Dimensions
159 x 241 x 40mm
The power and prestige of music in the modern world has given its practitioners extraordinary wealth and moral authority. This is taken for granted now and yet for much of Europe's history musicians have been mere servants. The rise of music and musicians in the West is the subject of Tim Blanning's fascinating new book, from poorly-paid balladeers to music-masters employed by fickle patrons, to the great composers of genius, to today's rock stars. How, he asks, did music progress from subordinate status to its present position of supremacy among the creative arts? Mozart was booted out of the service of the Archbishop of Salzburg 'with a kick to my arse', as he expressed it. Yet, less than a hundred years later, Europe's most powerful ruler - Emperor William I of Germany - paid homage to Wagner by travelling to Bayreuth to attend the debut of The Ring. Today Bono, who was touted as the next president of the World Bank in 2006, travels the world advising politicians - and they have to seem to listen.
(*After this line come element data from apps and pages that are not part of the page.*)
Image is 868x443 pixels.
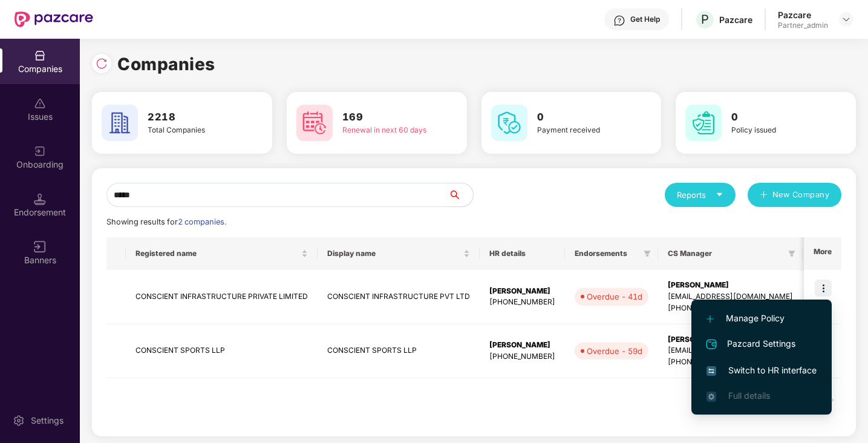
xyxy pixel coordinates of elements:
span: Switch to HR interface [706,363,816,377]
span: Full details [729,391,770,400]
span: Endorsements [574,249,639,258]
img: svg+xml;base64,PHN2ZyB4bWxucz0iaHR0cDovL3d3dy53My5vcmcvMjAwMC9zdmciIHdpZHRoPSI2MCIgaGVpZ2h0PSI2MC... [102,105,138,141]
img: svg+xml;base64,PHN2ZyB4bWxucz0iaHR0cDovL3d3dy53My5vcmcvMjAwMC9zdmciIHdpZHRoPSIxNi4zNjMiIGhlaWdodD... [706,391,716,401]
div: [PHONE_NUMBER] [489,296,556,308]
img: svg+xml;base64,PHN2ZyBpZD0iUmVsb2FkLTMyeDMyIiB4bWxucz0iaHR0cDovL3d3dy53My5vcmcvMjAwMC9zdmciIHdpZH... [96,57,107,70]
span: search [448,190,473,200]
div: Pazcare [778,9,828,21]
div: Partner_admin [778,21,828,30]
span: right [828,396,835,404]
div: [EMAIL_ADDRESS][DOMAIN_NAME] [668,345,793,356]
span: CS Manager [668,249,784,258]
div: Reports [677,189,724,201]
div: Overdue - 59d [587,345,642,357]
img: svg+xml;base64,PHN2ZyB4bWxucz0iaHR0cDovL3d3dy53My5vcmcvMjAwMC9zdmciIHdpZHRoPSI2MCIgaGVpZ2h0PSI2MC... [492,105,528,141]
img: icon [815,280,832,296]
div: [PHONE_NUMBER] [668,356,793,368]
img: New Pazcare Logo [15,11,93,27]
span: 2 companies. [178,217,227,227]
span: New Company [772,189,830,201]
img: svg+xml;base64,PHN2ZyBpZD0iSXNzdWVzX2Rpc2FibGVkIiB4bWxucz0iaHR0cDovL3d3dy53My5vcmcvMjAwMC9zdmciIH... [34,98,46,110]
div: Settings [27,414,67,427]
th: Display name [318,237,480,270]
div: Renewal in next 60 days [342,125,432,136]
div: [PERSON_NAME] [489,286,556,297]
img: svg+xml;base64,PHN2ZyB4bWxucz0iaHR0cDovL3d3dy53My5vcmcvMjAwMC9zdmciIHdpZHRoPSI2MCIgaGVpZ2h0PSI2MC... [296,105,333,141]
div: [PERSON_NAME] [489,340,556,351]
td: CONSCIENT INFRASTRUCTURE PVT LTD [318,270,480,324]
img: svg+xml;base64,PHN2ZyB4bWxucz0iaHR0cDovL3d3dy53My5vcmcvMjAwMC9zdmciIHdpZHRoPSI2MCIgaGVpZ2h0PSI2MC... [685,105,722,141]
span: filter [644,250,651,257]
span: Pazcard Settings [706,337,816,352]
div: Policy issued [731,125,821,136]
img: svg+xml;base64,PHN2ZyB4bWxucz0iaHR0cDovL3d3dy53My5vcmcvMjAwMC9zdmciIHdpZHRoPSIxMi4yMDEiIGhlaWdodD... [706,315,714,322]
img: svg+xml;base64,PHN2ZyB3aWR0aD0iMTQuNSIgaGVpZ2h0PSIxNC41IiB2aWV3Qm94PSIwIDAgMTYgMTYiIGZpbGw9Im5vbm... [34,193,46,205]
span: filter [789,250,795,257]
h3: 0 [537,110,627,126]
img: svg+xml;base64,PHN2ZyB3aWR0aD0iMjAiIGhlaWdodD0iMjAiIHZpZXdCb3g9IjAgMCAyMCAyMCIgZmlsbD0ibm9uZSIgeG... [34,145,46,158]
span: Manage Policy [706,312,816,325]
img: svg+xml;base64,PHN2ZyB4bWxucz0iaHR0cDovL3d3dy53My5vcmcvMjAwMC9zdmciIHdpZHRoPSIxNiIgaGVpZ2h0PSIxNi... [706,366,716,376]
button: search [448,183,473,207]
div: Pazcare [719,14,752,25]
span: filter [641,246,653,261]
div: Total Companies [148,125,237,136]
h3: 0 [731,110,821,126]
div: [PHONE_NUMBER] [668,303,793,314]
span: plus [760,190,768,200]
li: Next Page [822,391,842,410]
th: Registered name [125,237,318,270]
span: filter [786,246,798,261]
h1: Companies [117,51,215,77]
th: More [804,237,842,270]
div: Get Help [630,15,660,24]
div: Overdue - 41d [587,290,642,303]
div: [PERSON_NAME] [668,280,793,291]
img: svg+xml;base64,PHN2ZyBpZD0iQ29tcGFuaWVzIiB4bWxucz0iaHR0cDovL3d3dy53My5vcmcvMjAwMC9zdmciIHdpZHRoPS... [34,50,46,62]
span: P [701,12,709,27]
div: [EMAIL_ADDRESS][DOMAIN_NAME] [668,291,793,303]
img: svg+xml;base64,PHN2ZyBpZD0iU2V0dGluZy0yMHgyMCIgeG1sbnM9Imh0dHA6Ly93d3cudzMub3JnLzIwMDAvc3ZnIiB3aW... [13,414,25,427]
button: right [822,391,842,410]
img: svg+xml;base64,PHN2ZyBpZD0iRHJvcGRvd24tMzJ4MzIiIHhtbG5zPSJodHRwOi8vd3d3LnczLm9yZy8yMDAwL3N2ZyIgd2... [842,15,851,24]
td: CONSCIENT INFRASTRUCTURE PRIVATE LIMITED [125,270,318,324]
span: Display name [327,249,461,258]
img: svg+xml;base64,PHN2ZyBpZD0iSGVscC0zMngzMiIgeG1sbnM9Imh0dHA6Ly93d3cudzMub3JnLzIwMDAvc3ZnIiB3aWR0aD... [614,15,625,27]
th: HR details [480,237,565,270]
img: svg+xml;base64,PHN2ZyB3aWR0aD0iMTYiIGhlaWdodD0iMTYiIHZpZXdCb3g9IjAgMCAxNiAxNiIgZmlsbD0ibm9uZSIgeG... [34,241,46,253]
div: [PERSON_NAME] [668,334,793,345]
h3: 2218 [148,110,237,126]
td: CONSCIENT SPORTS LLP [318,324,480,379]
h3: 169 [342,110,432,126]
div: Payment received [537,125,627,136]
button: plusNew Company [747,183,842,207]
span: Registered name [135,249,299,258]
span: Showing results for [107,217,227,227]
img: svg+xml;base64,PHN2ZyB4bWxucz0iaHR0cDovL3d3dy53My5vcmcvMjAwMC9zdmciIHdpZHRoPSIyNCIgaGVpZ2h0PSIyNC... [704,337,719,352]
div: [PHONE_NUMBER] [489,351,556,363]
span: caret-down [715,190,724,199]
td: CONSCIENT SPORTS LLP [125,324,318,379]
The path to fame and independence began when new instruments allowed musicians to showcase their creativity, and music publishing allowed masterworks to be performed widely in concert halls erected to accommodate growing public interest. No longer merely an instrument to celebrate the greater glory of a reigning sovereign or Supreme Being, music was, by the nineteenth century, to be worshipped in its own right. In the twentieth century, new technological, social, and spatial forces combined to make music ever more popular and ubiquitous.
In a concluding chapter, Blanning considers music's alliances with nationalism, race and sex. Although not always in step, music, society, and politics, he shows, march in the same direction.